The floor of Es Devlin's set is a sundial which, considering the play is set in a desert, makes about as much sense as equipping a fish with an umbrella. But the desert is a metaphorical one that two English couples reach in their car one Christmas Eve. The elderly Henry, whose wife deserted him (see what I mean?) long ago lives there, though his time and the water are running out. His two sons, Simon and Daniel, have come to stay, with their respective wives, Miranda and Freyja, all inexplicably having worn their best clothes on the long journey. But before long those clothes are shed by Daniel and Miranda, who find a neat solution to his impotence and her childlessness.
Plot, however, isn't so much the point as the language in which all five rant and row and analyse their marriages. Laurens, who won awards for her previous, first play, The Three Birds, calls it non-naturalistic, but many of us could supply a shorter word. Daniel repels his wife's advances with "There's no point in you/lying like a wishbone,/always lowering the looped horns of/your youandus uterus at me;/legs open, for a man/soft as cheese!" Well, not if the cheese is pecorino, but one gets the idea. Sometimes the men talk in a kind of cod-child dialect: "Think of the oftentimes when small I was/and taked I a sandwich, some water,/and sitted on the wall outside and wouldn't/never come back in." Sometimes the elegant Miranda speaks, in her usual cultured tones, like an old black mammy: "Like a child, Henry, you a child like on the first day at school;/ ... You can't lie on your own sons no more."
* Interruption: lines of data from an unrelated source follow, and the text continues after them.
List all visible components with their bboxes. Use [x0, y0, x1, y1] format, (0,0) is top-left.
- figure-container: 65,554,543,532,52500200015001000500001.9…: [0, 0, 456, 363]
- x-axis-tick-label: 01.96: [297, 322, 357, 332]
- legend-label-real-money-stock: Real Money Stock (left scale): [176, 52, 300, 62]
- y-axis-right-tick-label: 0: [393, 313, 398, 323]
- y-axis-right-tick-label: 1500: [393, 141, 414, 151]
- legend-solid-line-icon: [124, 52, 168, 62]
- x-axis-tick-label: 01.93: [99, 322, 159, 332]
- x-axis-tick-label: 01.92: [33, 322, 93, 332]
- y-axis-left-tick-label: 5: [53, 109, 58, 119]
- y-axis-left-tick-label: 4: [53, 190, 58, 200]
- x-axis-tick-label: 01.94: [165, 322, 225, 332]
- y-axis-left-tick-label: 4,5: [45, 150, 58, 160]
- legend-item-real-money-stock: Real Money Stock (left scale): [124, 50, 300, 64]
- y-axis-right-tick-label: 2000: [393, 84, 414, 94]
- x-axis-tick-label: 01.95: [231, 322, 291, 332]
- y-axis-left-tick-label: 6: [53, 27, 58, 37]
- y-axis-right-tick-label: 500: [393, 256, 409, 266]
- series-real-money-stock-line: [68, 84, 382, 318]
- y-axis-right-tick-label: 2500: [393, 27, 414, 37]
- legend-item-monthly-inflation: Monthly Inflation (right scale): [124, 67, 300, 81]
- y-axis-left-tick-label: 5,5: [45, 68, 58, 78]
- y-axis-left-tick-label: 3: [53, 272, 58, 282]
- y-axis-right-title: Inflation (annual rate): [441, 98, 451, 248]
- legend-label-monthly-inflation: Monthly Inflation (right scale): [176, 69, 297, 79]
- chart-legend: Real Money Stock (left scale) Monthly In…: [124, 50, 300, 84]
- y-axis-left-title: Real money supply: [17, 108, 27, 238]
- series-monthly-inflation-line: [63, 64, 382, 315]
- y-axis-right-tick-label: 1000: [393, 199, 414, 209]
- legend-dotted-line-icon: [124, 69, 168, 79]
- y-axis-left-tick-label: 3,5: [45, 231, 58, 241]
The first-night audience, thick with guests of the sponsor, listened to all this politely, but giggles broke out when Daniel complained, of his anaphrodisiac wife: "She sings my stick asleep." Everyone, though, was silent at Laurens' wordplay, the sort that might be made by a bright child or a dim foreigner. "You'll say wait and see," says Daniel. "Pray./But I'm fed up with wait-watching." Miranda suggests to Daniel they take the car. He responds: "I'll drive you wild." The stage directions indicate "slight laughter."
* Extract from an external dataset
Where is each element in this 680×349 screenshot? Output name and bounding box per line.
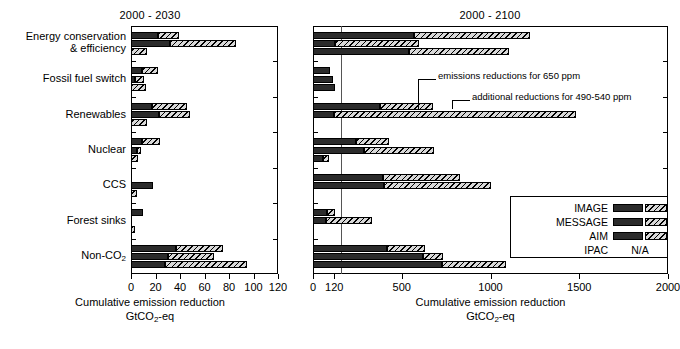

The unfortunate actors in Michael Attenborough's production have my sympathy, but Damian Lewis, who was so good as the tortured Soames Forsyte on TV, has my admiration as well. Against the odds, he manages to make the character of Daniel, as absurd as the rest, into a believably dignified and tormented figure. One leaves the refurbished Almeida feeling only relief and the conviction that bigger bars and swankier toilets are less deserving of money than playwrights who can do good work and directors who have the sense to know it.